Showing posts with label surveys. Show all posts
Showing posts with label surveys. Show all posts

Thursday, August 27, 2020

Badly designed polls and surveys

A social network specialized in young people performed a few years ago a poll among its members to find out their habits of connection. By the way they asked a few questions to check their knowledge:
·         Do you know how much is a gigabyte of data? 63% answered yes.
·         Do you know how many photos fit in one gigabyte? It should be understood that the question refers to photos taken with a mobile phone, for otherwise the question does not make sense, as the answer depends on the dimensions and resolution of the photos. The authors of the poll assumed that a typical photo takes 70 kilobytes, which means that 14,900 of these photos would fit in a gigabyte (1,048,576 kilobytes). The correct answer they expected was “around 10,000.” (The other options offered were “around 5,000” “around 2,500” and “around 1,000”). Only 10% of those who took the poll gave the expected answer.
·         Do you know how many YouTube videos fit in a gigabyte? This question is clearly absurd, since the answer depends on the size of a YouTube video, which depends on its duration. The researchers estimated that an average YouTube video contains between 1.5 and 3 megabytes, so they expected “around 500” as the correct answer. (The other options were “around 200” “around 100” and “around 50”). Only 7% of respondents gave the expected answer.
From the previous answers, the pollsters concluded that young people do not know the size of a gigabyte of data, although they think they do. Apart from the fact that the survey is poorly designed, as the questions are ambiguous, to understand the results we need to know the answer to the following question:
·         Were the respondents told that a typical photo in the second question takes 70 kB, and that a typical video in the third question take about 2 MB? If they weren’t told, they were not given enough information to answer the questions, and the conclusion of the survey should be: young people don’t know the size of a typical photo or an average YouTube video. If they were given that information, the conclusion should be completely different: young people don’t know how to divide. In both cases, the conclusion drawn by the pollsters is wrong.
In fact, the correct response to such poorly designed questions should have been: I don't know. But today almost nobody gives that answer, because most of us believe that we know everything.

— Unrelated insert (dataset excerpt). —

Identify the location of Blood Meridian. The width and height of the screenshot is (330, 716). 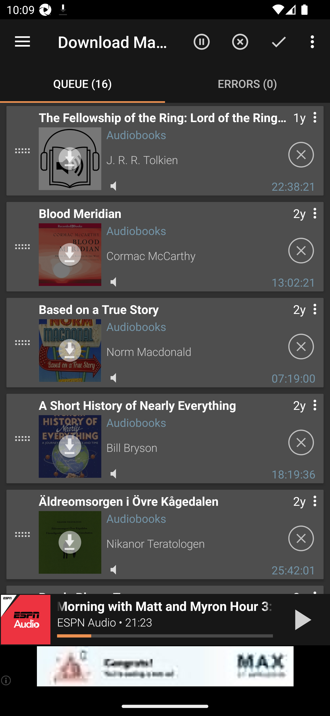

Thematic Thread on Statistics: Previous Next
Manuel Alfonseca

Thursday, December 22, 2016

Why polls and surveys fail

Polls and opinion surveys often predict results that never happen. Is there a scientific reason that can explain it? I think so. The problem could be that the mathematical theories behind the polls are misapplied.
A branch of statistics is called sample theory. It was invented to solve the problem of estimating whether the products of a factory are well made or defective, without having to analyze them one by one, which would be too costly.
Let us say, for example, that a factory produces one million screws a day. In theory they should be checked one by one, but since that is impossible, only one part is analyzed. Which part? This is what sample theory tries to solve.
Suppose we analyze just 2000 screws, and find that one of them is defective (0.05%). Can we extend this result to the million screws and assert that in that population there will be approximately 500 defective screws?

Thursday, August 27, 2015

Surveys and statistics: opinions and facts

Henry Whitehead (1825-1896)
We tend to confuse the majority opinion with the truth. This is wrong, as expressed by Henry Whitehead:
Never fear forming a minority of one; majorities are usually wrong.
But sometimes the consequences drawn from public opinion are even more misleading than the opinion itself. In an article entitled Are we xenophobic? published in a Spanish high-diffusion newspaper on March 17, 2011, the author discussed the result of an official survey:
...Citizens believe that immigrants receive from the state...
lots more (30.8%) or just more (38.7%) than they contribute.
And he drew from this result the following comment:
Any sociological diagnosis would understand these figures
as a breeding ground for a reactionary and xenophobic social culture.
Saying the opposite is tantamount to denying a consistent reality.